How has the discipline of designing shaped the rest of your life?
I keep my stuff organised. On a film, everything is planned down to the last detail. That’s trained me.

How would you describe your aesthetic?
Minimal and fine. Individual. Eclectic. [Above: Seth combines Ralph Lauren striped bedsheets with an Anokhi print quilt.]

You have other lives and careers; is everything else on hold when you work on a film?
I’ll take photographs when I’m looking at locations, props and set dressing. That sometimes becomes a parallel body of work. I may not make other work while on a film but I do collect inspiration.In West is West, we had a main prop of a 2-in-1 cassette player/radio for which we made a skin of a couple dancing.

Painted skin on 2-in-1, and close-up, 'West is West'. Photos: A Seth

In my art show at Chemould Prescott Road, I used that image for an artwork, but of a different couple dancing. So a real object used on a film was drawn as artwork for another. It’s real and fake, it’s mirroring and memory.

Seth's artwork, and in installation with the 'West is West' 2-in-1 prop in front.

Likewise, my personal interest in street signage feeds into my film design work. One area influences and inspires the other.

What do you know now that you wished you knew when designing your first film?
All that matters is the frame. You can get so busy with 360 degrees, but not realise that things get left out. Now I push the cool stuff into the frame.

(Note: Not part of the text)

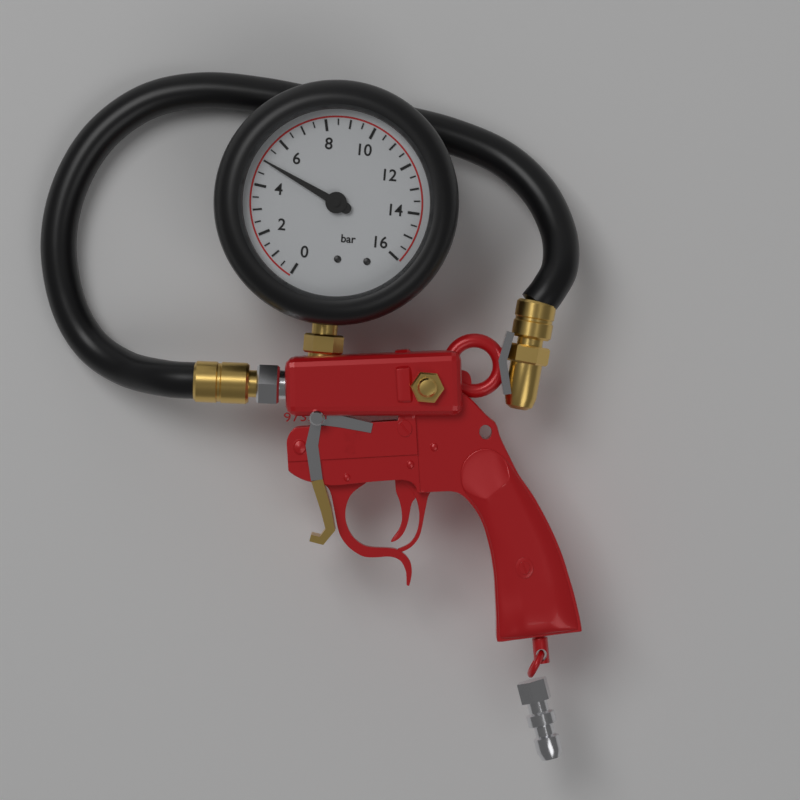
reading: 5.0 bar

And even then it doesn’t always get shown. On Darjeeling, across the entire length of eight bogies of the train, we had drawn 200 to 300 miniature paintings of eleghants. Big, baby, all kinds. We had elephants on the reservation charts, we had elephants on the doors. And most of them vanished. It’s tragic.

Of course, you understand things are cut for the sake of the story. But it’s really upsetting when there was so much thought put into it, and it’s deleted in the end product.

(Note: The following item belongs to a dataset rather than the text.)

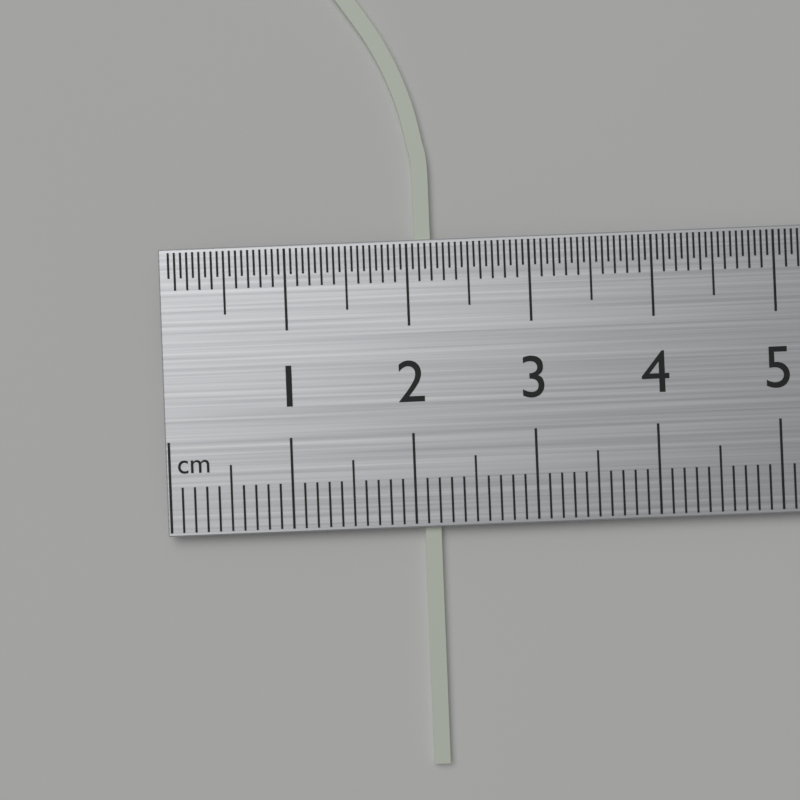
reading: 2.2 cm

Elephants everywhere... Details of the 'Darjeeling' train. Photos: A Seth

Any final advice?
It’s critical to really enjoy the process of getting inside the heads of characters on the page. It’s your imagination alongside the director’s and the writer’s. If you create something amazing on time and under budget, they’ll go for it. Don't be afraid of sharing fresh ideas with a director.*Seth thumbprint photo on this site's homepage is by Ruchi Sehgal.

Aradhana Seth Recommends

  • Film
    Force Majeure
    , directed by Ruben Östlund. It’s well-paced and visually very beautiful. I especially love that the pivotal moment of the story is shown only briefly. It’s fascinating to see human impulses, and how one gesture is so revealing.

  • Book
    BruceWagner
    ’s book, Dead Stars, based on his original screenplay, Map to the Stars (directed by David Cronenberg). It’s a very LA book and reminds me of my time there.